In any case, there are already any number of scenarios involving attempts at "massacre." Raids on civilian colonies by the Klingons, attacks on "Starliner Pods" by Romulans and Orions. There are other instances.
Mark Steven Hoyle:
Slapton Sands, "Exercise Tiger," two LSTs were sunk, and two were badly damaged.
By Mark Steven Hoyle (Markshoyle) on Thursday, December 06, 2018 - 08:44 pm: Edit |
Quote:What civilians would see as merely "helpless men," but what others saw as men the other ships would pick up and carry forward into the battle.
By Jon Murdock (Xenocide) on Thursday, December 06, 2018 - 11:43 pm: Edit |
Ethics in war are generally the ethics you can afford without risking losing the conflict or risking too many of your own troops, equipment, and/or civilians.
A massacre of enemy troopships might be an atrocity to a disinterested onlooker but to the Private having to defend a planet the troopship was headed to it might mean their children growing up with a father or mother.
By Michael Grafton (Mike_Grafton) on Friday, December 07, 2018 - 03:16 am: Edit |
You have a ship full of troops bearing down on your planet. Bent on conquest or pillage.
Do you let them land, and THEN try to kill them? Or do you kill them in the most efficient manner while they are still aboard their ship to spare your own troops and planet?
I think the answer is clear.
By Steve Petrick (Petrick) on Friday, December 07, 2018 - 03:56 am: Edit |
Guys:
That is not the point Steve Zamboni is making.
His concern is a scenario that is taking place in deep space where there is no defended locality under threat, and thus the attack is simply all about mass slaughter of otherwise helpless men.

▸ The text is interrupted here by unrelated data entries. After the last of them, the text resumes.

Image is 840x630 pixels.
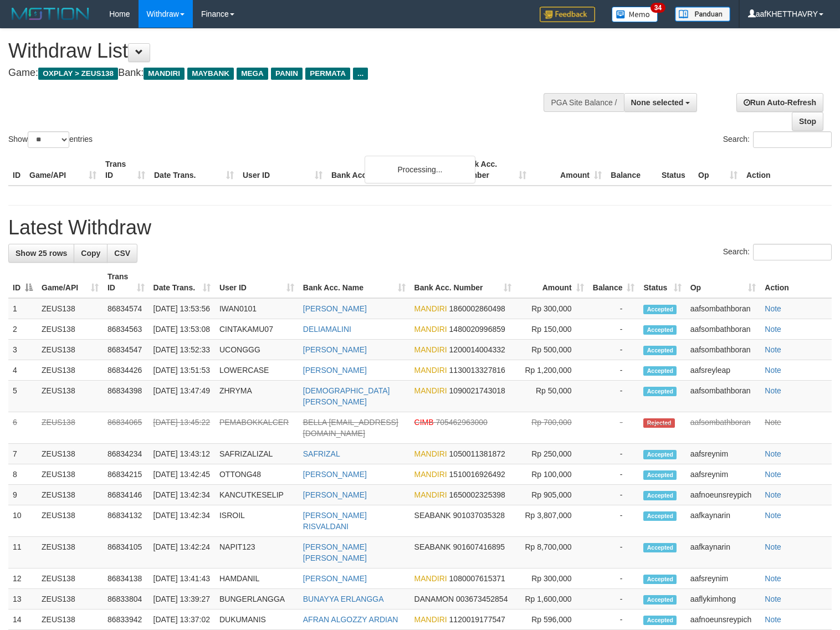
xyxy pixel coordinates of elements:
th: Bank Acc. Number [456,154,531,185]
td: 2 [8,319,37,339]
a: Note [765,365,782,375]
td: [DATE] 13:51:53 [149,360,215,381]
span: MANDIRI [414,386,447,395]
span: SEABANK [414,511,451,519]
td: [DATE] 13:53:56 [149,298,215,319]
th: Status [657,154,694,185]
a: [PERSON_NAME] [303,574,367,583]
td: Rp 596,000 [516,609,588,630]
a: Note [765,574,782,583]
span: ... [353,68,368,79]
td: OTTONG48 [215,464,299,484]
td: 86834138 [103,568,149,589]
span: Copy 1480020996859 to clipboard [449,325,505,334]
td: aafnoeunsreypich [686,484,761,505]
select: Showentries [28,132,70,148]
label: Show entries [8,132,93,148]
td: ZEUS138 [37,381,103,412]
td: 86834547 [103,339,149,360]
a: Copy [74,244,108,262]
th: Op: activate to sort column ascending [686,267,761,298]
td: [DATE] 13:41:43 [149,568,215,589]
td: 86833804 [103,589,149,609]
td: ISROIL [215,505,299,537]
span: Accepted [643,615,677,625]
td: ZEUS138 [37,298,103,319]
td: 10 [8,505,37,537]
a: BUNAYYA ERLANGGA [303,594,384,604]
td: Rp 250,000 [516,444,588,464]
a: Show 25 rows [8,244,75,262]
span: Accepted [643,325,677,334]
td: ZEUS138 [37,609,103,630]
span: Copy 901607416895 to clipboard [453,542,504,551]
th: User ID: activate to sort column ascending [215,267,299,298]
td: LOWERCASE [215,360,299,381]
th: Trans ID [101,154,150,185]
td: Rp 150,000 [516,319,588,339]
td: SAFRIZALIZAL [215,444,299,464]
a: [PERSON_NAME] [303,345,367,353]
td: Rp 905,000 [516,484,588,505]
a: DELIAMALINI [303,325,351,334]
th: Balance [606,154,657,185]
span: Copy 1860002860498 to clipboard [449,304,505,313]
td: aafkaynarin [686,537,761,568]
td: aafsombathboran [686,339,761,360]
td: [DATE] 13:45:22 [149,412,215,444]
td: aafsombathboran [686,319,761,339]
td: 9 [8,484,37,505]
td: Rp 700,000 [516,412,588,444]
td: [DATE] 13:42:45 [149,464,215,484]
td: 6 [8,412,37,444]
td: 86834426 [103,360,149,381]
td: [DATE] 13:42:24 [149,537,215,568]
a: Note [765,325,782,334]
td: [DATE] 13:42:34 [149,484,215,505]
span: MAYBANK [187,68,234,79]
span: Copy 1510016926492 to clipboard [449,469,505,478]
a: [PERSON_NAME] [303,490,367,499]
td: KANCUTKESELIP [215,484,299,505]
td: - [588,568,639,589]
td: Rp 300,000 [516,298,588,319]
td: ZEUS138 [37,589,103,609]
th: Bank Acc. Name [327,154,456,185]
td: 86834574 [103,298,149,319]
a: Stop [792,112,823,131]
th: User ID [238,154,327,185]
td: [DATE] 13:53:08 [149,319,215,339]
td: 86834132 [103,505,149,537]
td: Rp 500,000 [516,339,588,360]
td: 86834563 [103,319,149,339]
td: Rp 300,000 [516,568,588,589]
input: Search: [753,132,832,148]
td: aaflykimhong [686,589,761,609]
td: HAMDANIL [215,568,299,589]
td: ZHRYMA [215,381,299,412]
input: Search: [753,244,832,261]
td: [DATE] 13:47:49 [149,381,215,412]
span: Copy 1650002325398 to clipboard [449,490,505,499]
td: [DATE] 13:42:34 [149,505,215,537]
th: Action [761,267,832,298]
a: Note [765,542,782,551]
td: aafkaynarin [686,505,761,537]
span: Accepted [643,512,677,521]
span: DANAMON [414,594,455,604]
td: [DATE] 13:52:33 [149,339,215,360]
th: ID [8,154,25,185]
span: MANDIRI [414,469,447,478]
td: - [588,360,639,381]
span: Copy 1200014004332 to clipboard [449,345,505,353]
span: MANDIRI [144,68,185,79]
span: Accepted [643,595,677,604]
a: SAFRIZAL [303,449,340,458]
td: - [588,381,639,412]
th: Status: activate to sort column ascending [639,267,686,298]
div: PGA Site Balance / [543,93,624,112]
span: Accepted [643,345,677,355]
span: Accepted [643,449,677,459]
td: Rp 1,200,000 [516,360,588,381]
span: MANDIRI [414,574,447,583]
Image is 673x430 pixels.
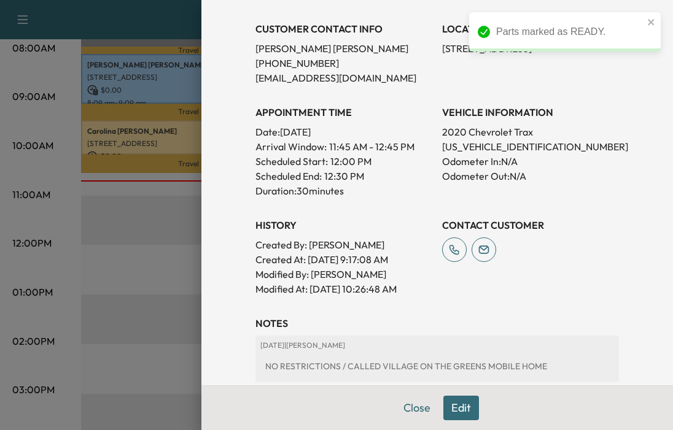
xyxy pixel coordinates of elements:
[255,56,432,71] p: [PHONE_NUMBER]
[255,105,432,120] h3: APPOINTMENT TIME
[442,154,619,169] p: Odometer In: N/A
[255,169,322,184] p: Scheduled End:
[443,396,479,420] button: Edit
[647,17,656,27] button: close
[255,139,432,154] p: Arrival Window:
[255,252,432,267] p: Created At : [DATE] 9:17:08 AM
[442,21,619,36] h3: LOCATION
[442,218,619,233] h3: CONTACT CUSTOMER
[255,184,432,198] p: Duration: 30 minutes
[260,355,614,378] div: NO RESTRICTIONS / CALLED VILLAGE ON THE GREENS MOBILE HOME
[255,21,432,36] h3: CUSTOMER CONTACT INFO
[255,238,432,252] p: Created By : [PERSON_NAME]
[324,169,364,184] p: 12:30 PM
[330,154,371,169] p: 12:00 PM
[255,316,619,331] h3: NOTES
[442,41,619,56] p: [STREET_ADDRESS]
[255,125,432,139] p: Date: [DATE]
[496,25,643,39] div: Parts marked as READY.
[255,267,432,282] p: Modified By : [PERSON_NAME]
[255,71,432,85] p: [EMAIL_ADDRESS][DOMAIN_NAME]
[442,139,619,154] p: [US_VEHICLE_IDENTIFICATION_NUMBER]
[442,105,619,120] h3: VEHICLE INFORMATION
[442,169,619,184] p: Odometer Out: N/A
[255,154,328,169] p: Scheduled Start:
[329,139,414,154] span: 11:45 AM - 12:45 PM
[395,396,438,420] button: Close
[255,218,432,233] h3: History
[442,125,619,139] p: 2020 Chevrolet Trax
[255,282,432,296] p: Modified At : [DATE] 10:26:48 AM
[255,41,432,56] p: [PERSON_NAME] [PERSON_NAME]
[260,341,614,351] p: [DATE] | [PERSON_NAME]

While the only real difference from a normal convoy battle is that the "cargo" is "lives" rather than goods, he does not think such an attitude should be promoted.
I spent a part of my life as potentially such a life in such a circumstance,and know quite a bit from history.
But the game already has similar scenarios.
See "Evacuation," or the " Morkedian Death March" scenarios.
War is horror, and the game has not shied away from that fact. No one has to play such scenarios, and I have known more than a few players who enjoyed the game, but would not Mark off crew casualties because they did not want to think about the game mechanics meaning people were being killed.
By Gregory S Flusche (Vandor) on Friday, December 07, 2018 - 05:16 am: Edit |
I enjoy playing war games. I enjoy reading about History. The battles that were fought and why one side are the other won. The tactics and strategy involved. That is why i love SFB so much.
I would not want to fight a real war. If i was in charge of the forces involved. It would be horrible. I would win no matter the cost. Killing there non combatants in there factories destroying whole cities. I would of course after the war was over be tried and convicted of war crimes and executed. We would win the war however and there would not be another vs that foe.